Dotcom's extradition hearing, originally set for April, 2012, has now been continued until 2014. If Dotcom loses, there will be another year of appeals, at least. That means there will be three years of U.S. resources spent on the case.
How much of the Justice Department budget, especially in FBI and U.S. Attorney hours, has gone to extraditing and prosecuting Dotcom and Megaupload in Virginia? I doubt we will ever know. We do know from DOJ's 2014 budget request, for the criminal division alone, it has requested an additional $3.5 million and 11 positions, including 7 attorneys, to fight intellectual property crimes. It wants $2.6 million more for 25 positions, including 9 attorneys, to fight cybercrime. It wants $5 million extra for 28 positions, including 16 attorneys, for mortgage fraud. If the agents and DOJ lawyers working on Kim Dotcom's case were reassigned to work on other intellectual property, cybercrime or mortgage fraud cases, would these increases be necessary?
Why is there no check on how DOJ decides to spend its money or prosecutorial charging decisions? The courts can't tell DOJ who to prosecute, or not prosecute. It can only assign lawyers to defend those DOJ chooses, in its sole discretion, to charge with a crime.
In light of sequester cuts which so disproportionately affect defender services, why does DOJ get to add more agents and lawyers? Defender offices are being forced to close and lay off investigators and lawyers. U.S. Attorneys aren't having their paychecks delayed. Why should indigent defense counsel have their payments deferred, for work they've already performed?
The only thing Kim Dotcom and Megaupload did in the U.S. was lease servers which allowed people to upload material for storage and retrieval. That some people misused Megaupload by storing and sharing copyrighted material is hardly justification for expending the kind of resources used on terrorists or global drug kingpins.
Dotcom never stepped foot in the U.S. to commit a criminal act. The company's offices weren't in the U.S. There was more harm done to the American public --the millions of Megaupload users who lost the material they lawfully uploaded -- than to Hollywood and copyright holders. Hollywood and copyright holders who felt their works had been infringed had an adequate remedy in civil law: file a lawsuit for damages. Megaupload users have no recourse for their destroyed material.
The entire premise behind Dotcom's prosecution is dubious and untested. The Government's case rests on a theory of secondary copyright infringement which exists in civil statutes, not criminal statutes. Dotcom's lawyers explain in this whitepaper.The court in Virginia, or the 4th Circuit, or the U.S. Supreme Court, may well determine secondary infringement cannot give rise to criminal liability and reject DOJ's novel, untested theory. What then? Will Megaupload, Kim Dotcom and lawful users be entitled to damages from the unlawful seizure of the company, its assets and the servers? That will just be another expense.
DOJ doesn't get to define crimes. Federal crimes exist by statute. It is for Congress, not for the courts or prosecutors to state what is and what is not a crime. The Copyright Act does not provide that a person can be criminally liable for infringement committed by others. It's doubtful Congress ever intended to impose criminal liability for secondary copyright infringement.
While the Dotcom Indictment includes four or five instances where Megaupload principals knew of or caused infringing material to be uploaded to the servers, those few instances, even if proven, hardly justify the expenditure of millions of dollars and years of prosecutorial resources. They also don't justify the wholesale seizure of assets of a company without first providing the company an opportunity to respond and defend against the seizure.
DOJ is acting like Hollywood's handmaiden, when it should have told Hollywood to go file a civil lawsuit. This isn't a matter of national or even public concern.
The U.S. is already losing the battle to appropriate Dotcom's assets for restitution to "victims." So far NZ courts have freed $3.7 in assets to pay Dotcom's lawyers just in New Zealand.
A High Court decision in August freed up $2.7 million from seized funds to pay existing legal bills and a further $1 million to meet future costs.
By the time this case is over, the only people getting Kim Dotcom's and Megaupload's money are likely to be his lawyers. DOJ doesn't get to recoup the amount it spent on prosecuting the case from seized funds. There will be little left for restitution even if DOJ wins here in the U.S.
Congress needs to say no to DOJ and its ever increasing budget requests. It should consider its wasteful use of resources on prosecutions like Kim Dotcom and Megaupload, and decide the money is better spent complying with the constitutional obligation to provide adequate resources for the federal courts and defense of those DOJ chooses to prosecute.
Only if there's money left over after allotting constitutionally mandated resources, should Congress consider giving DOJ more money. In times like these, when there's not enough money to go around, someone needs to tell DOJ it's already had its cake, it doesn't get ice cream too.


Look through the listing underneath for "bottom", and copy every line that has it.

##############################

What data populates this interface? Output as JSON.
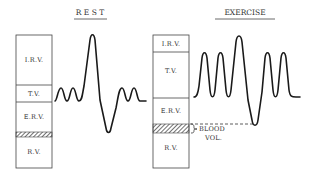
{
  "panels": {
    "rest": {
      "title": "R E S T",
      "box": {
        "segments": [
          {
            "key": "irv",
            "label": "I.R.V.",
            "top": 35,
            "bottom": 85
          },
          {
            "key": "tv",
            "label": "T.V.",
            "top": 85,
            "bottom": 102
          },
          {
            "key": "erv",
            "label": "E.R.V.",
            "top": 102,
            "bottom": 132
          },
          {
            "key": "blood",
            "label": "",
            "top": 132,
            "bottom": 137,
            "hatched": true
          },
          {
            "key": "rv",
            "label": "R.V.",
            "top": 137,
            "bottom": 168
          }
        ]
      }
    },
    "exercise": {
      "title": "EXERCISE",
      "box": {
        "segments": [
          {
            "key": "irv",
            "label": "I.R.V.",
            "top": 35,
            "bottom": 52
          },
          {
            "key": "tv",
            "label": "T.V.",
            "top": 52,
            "bottom": 98
          },
          {
            "key": "erv",
            "label": "E.R.V.",
            "top": 98,
            "bottom": 124
          },
          {
            "key": "blood",
            "label": "",
            "top": 124,
            "bottom": 133,
            "hatched": true
          },
          {
            "key": "rv",
            "label": "R.V.",
            "top": 133,
            "bottom": 168
          }
        ]
      },
      "annotation": {
        "line1": "BLOOD",
        "line2": "VOL."
      }
    }
  },
  "labels": {
    "rest_title": "R E S T",
    "exercise_title": "EXERCISE",
    "rest_irv": "I.R.V.",
    "rest_tv": "T.V.",
    "rest_erv": "E.R.V.",
    "rest_rv": "R.V.",
    "ex_irv": "I.R.V.",
    "ex_tv": "T.V.",
    "ex_erv": "E.R.V.",
    "ex_rv": "R.V.",
    "blood_vol_line1": "BLOOD",
    "blood_vol_line2": "VOL."
  },
  "colors": {
    "stroke": "#1a1a1a",
    "box_stroke": "#444444",
    "text": "#333333",
    "background": "#ffffff"
  }
}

##############################

■ Answer to this exercise
            "bottom": 85
            "bottom": 102
            "bottom": 132
            "bottom": 137,
            "bottom": 168
            "bottom": 52
            "bottom": 98
            "bottom": 124
            "bottom": 133,
            "bottom": 168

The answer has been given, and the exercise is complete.